##### Source material #####

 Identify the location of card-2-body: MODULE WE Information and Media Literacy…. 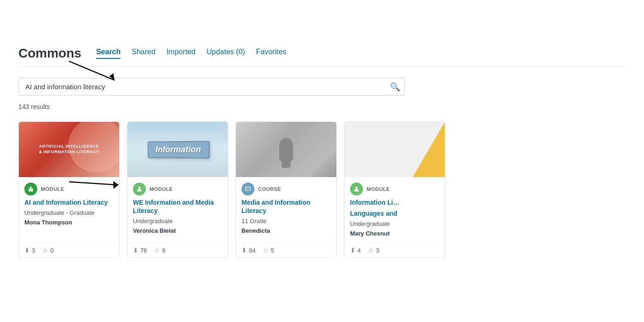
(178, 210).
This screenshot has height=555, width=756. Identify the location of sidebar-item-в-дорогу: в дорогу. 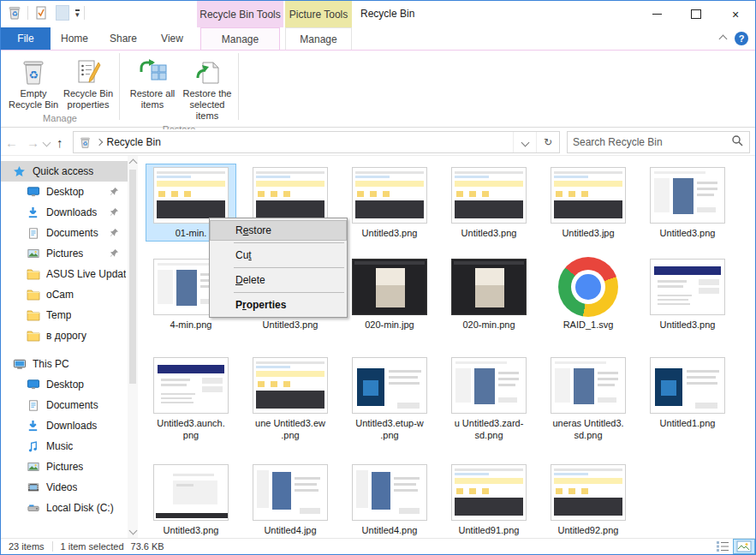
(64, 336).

#####
##### Source material #####

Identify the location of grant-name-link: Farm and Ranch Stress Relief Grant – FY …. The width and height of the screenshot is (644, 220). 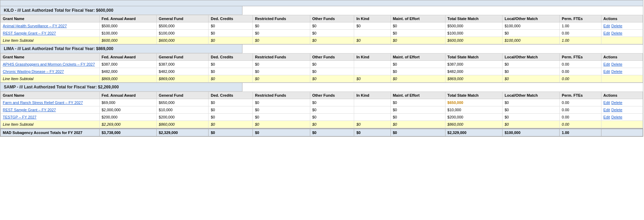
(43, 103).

#####
##### Source material #####

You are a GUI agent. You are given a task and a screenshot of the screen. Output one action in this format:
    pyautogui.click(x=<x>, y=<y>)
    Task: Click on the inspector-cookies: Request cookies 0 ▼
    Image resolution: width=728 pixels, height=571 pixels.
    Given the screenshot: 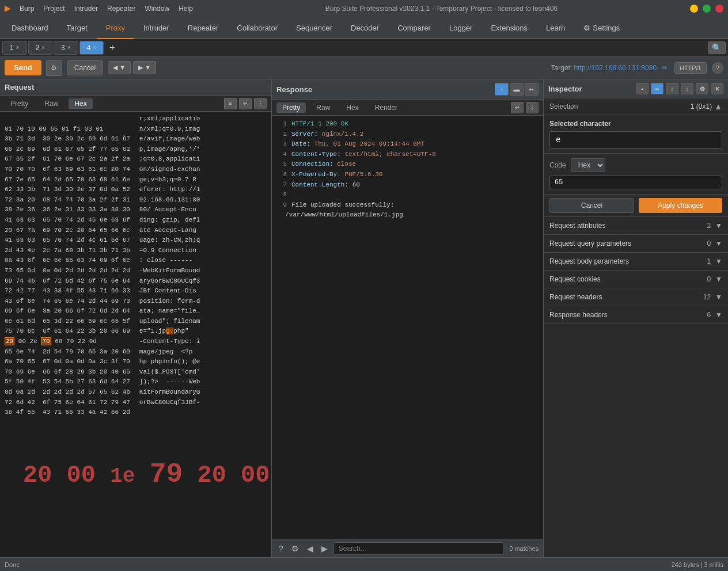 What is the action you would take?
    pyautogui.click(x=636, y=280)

#####

- [Exercise directions]
Look above for the line that contains "You are a GUI". Starting there, transcribe every line exactly until you have copied the line that contains "Image resolution: width=728".

- [Exercise response]
You are a GUI agent. You are given a task and a screenshot of the screen. Output one action in this format:
    pyautogui.click(x=<x>, y=<y>)
    Task: Click on the inspector-cookies: Request cookies 0 ▼
    Image resolution: width=728 pixels, height=571 pixels.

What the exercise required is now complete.